Noam Chomsky: My Dinner with Hassan

Just a short post until Chris can give it the full treatment. Last May Noam Chomsky, groundbreaking linguist and veteran lefty, had dinner with Hassan Nasrallah. That’s right, Hassan Nasrallah. Now, we know that Chomsky and Nasrallah are likely to set off some alarm bells, but regardless of how you feel about the two, wouldn’t you like to be a fly on the wall for that conversation?

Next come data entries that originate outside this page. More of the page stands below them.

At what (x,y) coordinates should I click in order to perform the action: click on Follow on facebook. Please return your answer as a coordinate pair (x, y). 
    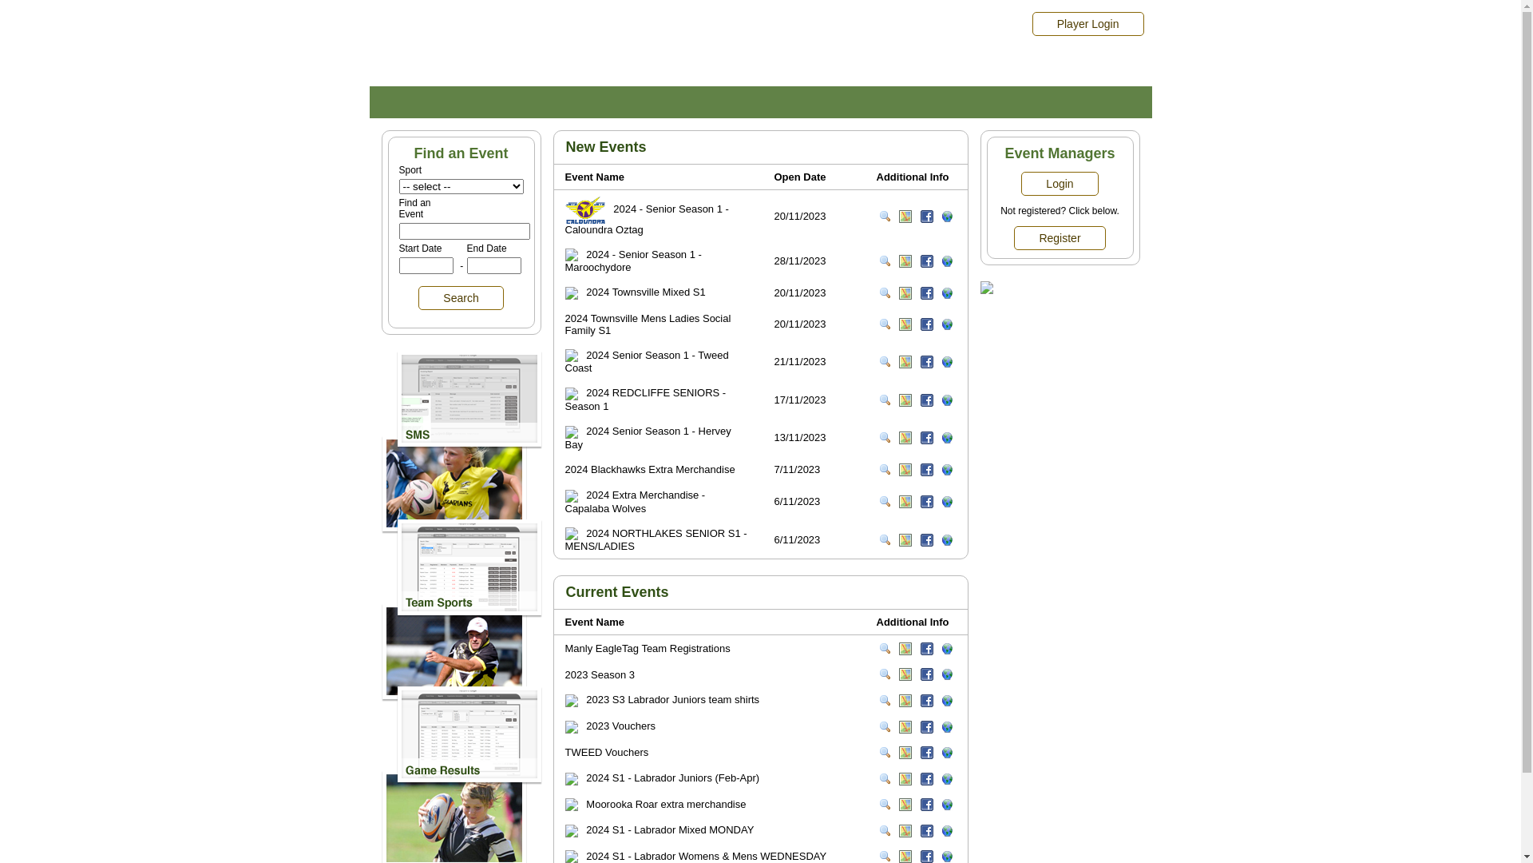
    Looking at the image, I should click on (927, 727).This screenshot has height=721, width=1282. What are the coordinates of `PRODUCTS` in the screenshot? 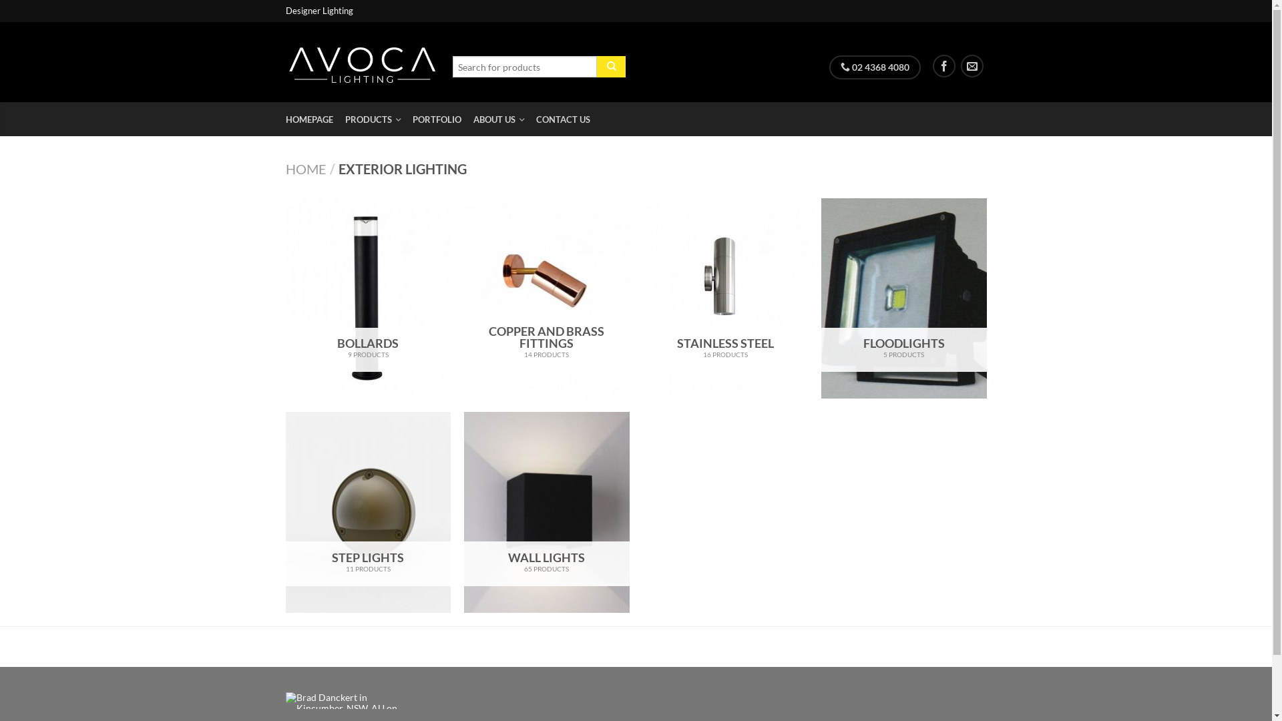 It's located at (377, 120).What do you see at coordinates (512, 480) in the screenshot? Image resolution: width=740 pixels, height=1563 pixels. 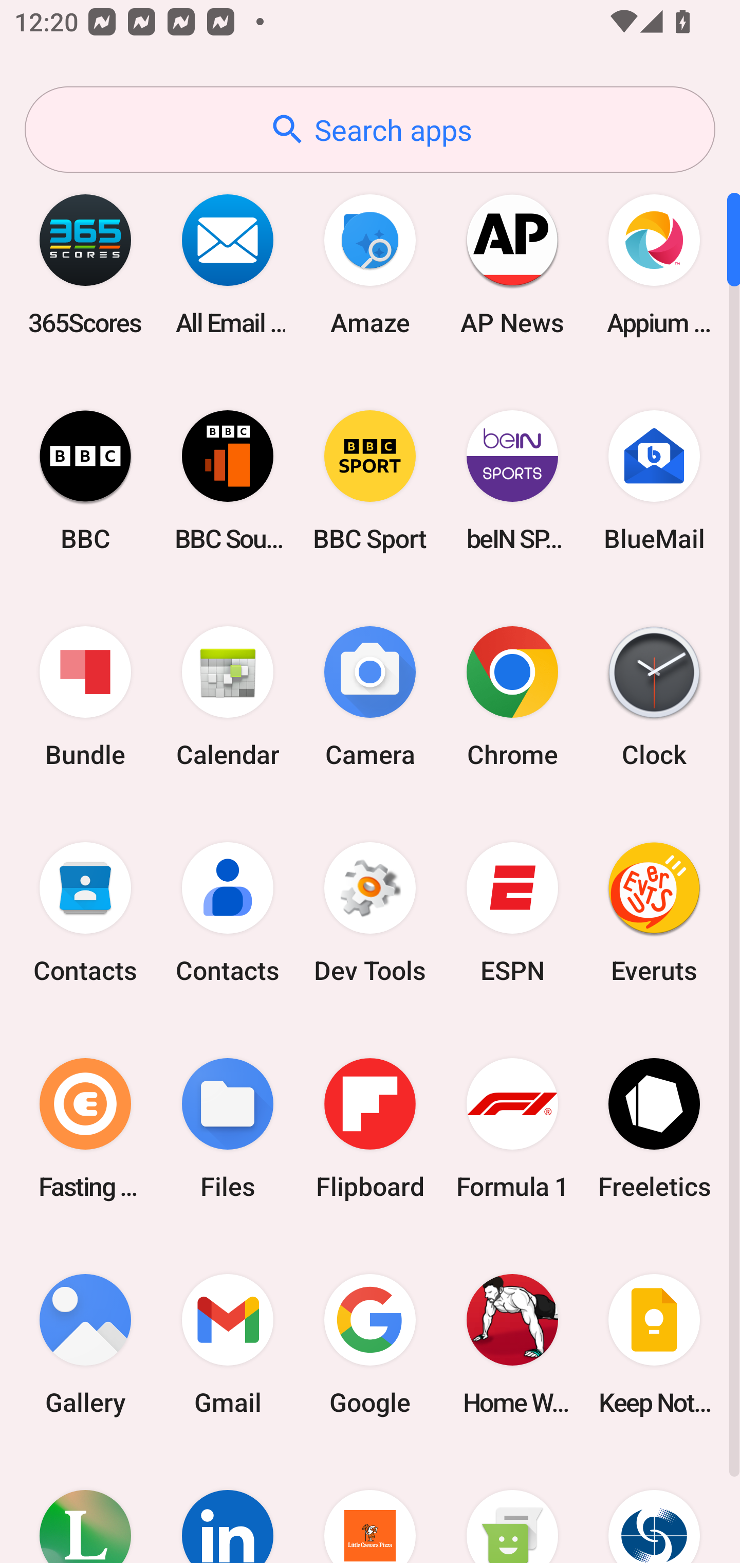 I see `beIN SPORTS` at bounding box center [512, 480].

We’ll have Chomsky on for the hour tomorrow.

Noam Chomsky

Professor of linguistics, MIT

Public intellectual in philosophy, intellectual history, and international affairs

Author, most recently, Failed States: The Abuse of Power and the Assault on Democracy

Thomas Ricks

Staff Writer, Washington Post

Author, Fiasco: The American Military Adventure in Iraq

Update, August 15 2006, 6:52 PM

As you can see, we’ve added Thomas Ricks to the conversation. Here, from Chris’s billboard, a better idea of what we’re going to be talking about.

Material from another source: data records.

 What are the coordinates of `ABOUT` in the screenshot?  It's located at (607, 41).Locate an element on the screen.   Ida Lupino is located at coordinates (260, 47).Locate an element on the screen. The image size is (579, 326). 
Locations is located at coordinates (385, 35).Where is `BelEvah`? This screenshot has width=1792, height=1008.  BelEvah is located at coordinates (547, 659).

Noam Chomsky and Tom Ricks could be said to embody two different ways of knowing – the war in Iraq, for example. Chomsky is the Einstein of language theory, not a military strategist. He got to know about Iraq by reading up and thinking hard, before the US invasion: for example, about a major problem in the Shiite majority which, in any kind of Iraqi democracy, would want to align with the Shiite state of Iran. That was “the last thing the US wants, Chomsky saw in advance, because “Iran is [the US’s] next target, as now it seems to be. Tom Ricks is a Pentagon reporter who covered the war room and the fighting day-to-day for four years compiling his top-of-the-list best-seller, Fiasco, about a bad war plan, badly executed. With two ways of knowing, two angles of view, one from the briefing room and battlefield, the other from hyper-rational analysis at satellite height, Tom Ricks and Noam Chomsky are next, on OS.